Go 4 it! and please drive carefully. Al
I was thinking of your response last night and reflected on it a lot. I woke up this morning with what I thought was the answer. As I was driving to work, I thought to myself that I have been in a very bad relationship 20 years ago, in which there was lots of abuse (physical, verbal, financial, emotional, and more) from my boyfriend at the time toward me. Whenever I see my present partner doing or saying or reacting to me in ways that consciously or unconsciously reminds me of him, panics sets in, and I want to flee, fight, submit or freeze and most of the time the 4 of them one after the other in different order. My Lizard works full strength in those occasions and won’t calm down, of course! So is my partner’s Lizard as it keeps seeing his past relationship which for him was filled with abuse for 20 years. We both know that we must stop looking at each other and compare us to our ex-partners. Then I thought that maybe I am not looking far enough in time. Sure I was in a very bad relationship, and so was he, but even knowing that does not change a thing. We end up fighting passionately until one of us gives up. Then we talk and think we know where it comes from.
At that very moment, a big truck almost hit me (it is quite a ride to work sometimes) and I almost got into an accident because of this careless driver. My quick driving skills reflex avoided to be killed by that truck. Then, I became furious at the driver, and I could feel my heart pounding very hard and I could have gotten out of the car and yelled at the driver, and perhaps punch and kick his truck. He seemed to not even have noticed anything at all, which doubled my anger. Then I thought: “Why do I get so angry? Sure I could have been killed but I am safe now. Relaxe, relaxe, relaxe! Was it my Lizard that saw the real danger and helped me out? I sure can learn to trust it knows.” Then I thought that perhaps everything do not come from my youth, since I was not driving until my early 20s. So my thinking reverted back to my ex-boyfriend of 20 years ago, it had to come from there. I was confused.

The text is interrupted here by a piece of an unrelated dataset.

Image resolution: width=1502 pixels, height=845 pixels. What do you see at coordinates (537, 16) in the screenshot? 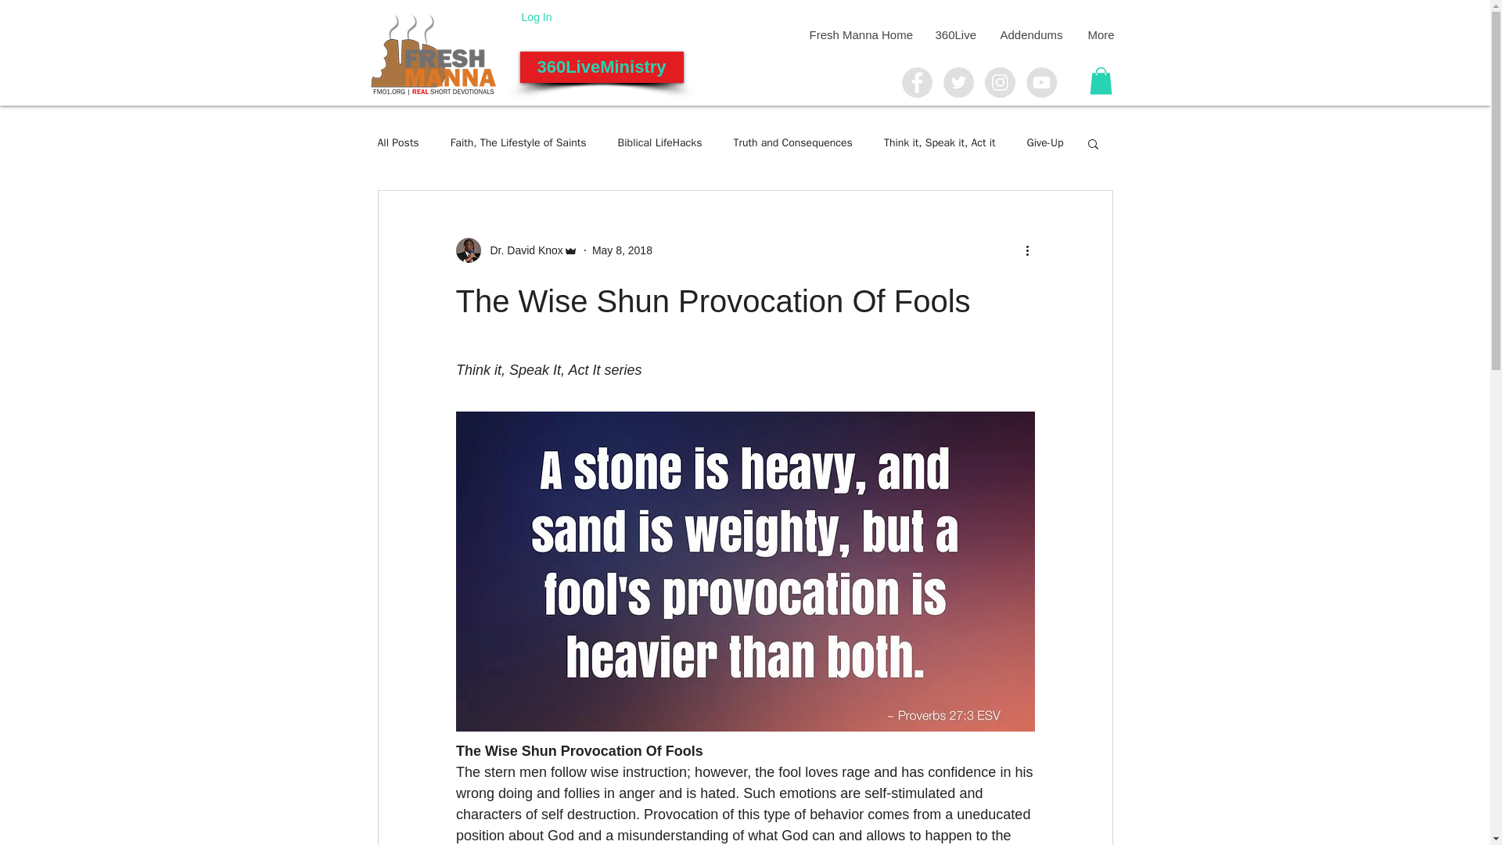
I see `Log In` at bounding box center [537, 16].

Then it hit me just like the truck almost hit me. I remembered my mom in the car when I was a little kid. Good thing my dad was the driver in the family, always calm even in dangerous situation. But my mom, she always became angry at the other drivers, cursing them and wanting to get out of the car to fight with them. A very protective mama bear I always thought. Here I am, I had learned over and over to react with anger in those situations. It hurts me, my chest feels tight, I stop breathing, get all tense, and I have taught my son for years how to drive with anger.

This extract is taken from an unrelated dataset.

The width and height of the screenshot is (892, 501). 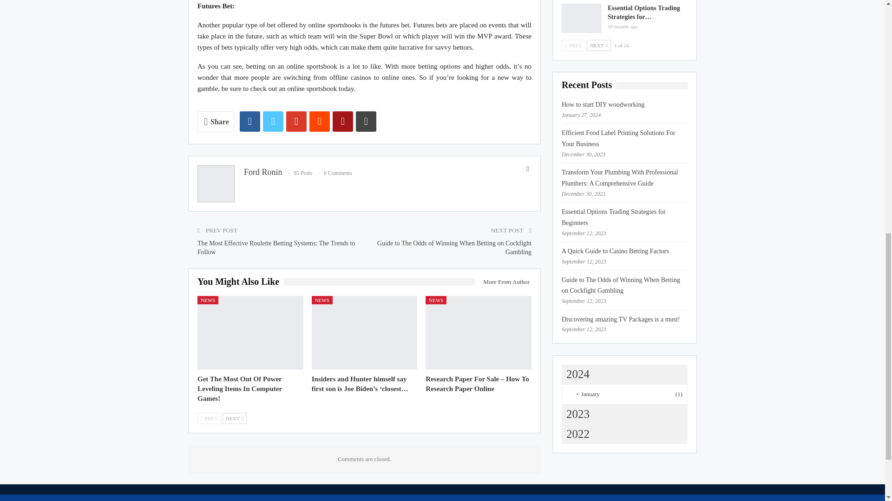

I am grateful to that driver this morning for getting in my way, he woke me up. I am looking deeper into my childhood, at how I learned to partner with such unhealthy ways. My parents fought all my childhood, and sometimes left one another overnight. There were also lots of lies and other kind of hurt all my childhood and teenage years. It was so painful to us kids, that I promised myself I would never have my children go through such ordeal. My parents stumbled a lot and for a very long time, but they did stay married for 44 years until my dad passed away. I have excellent driving skills, and I can train myself to have excellent relationship skills. I now see it as you say it, a finite and not endless learning. It is quite encouraging to look at it this way.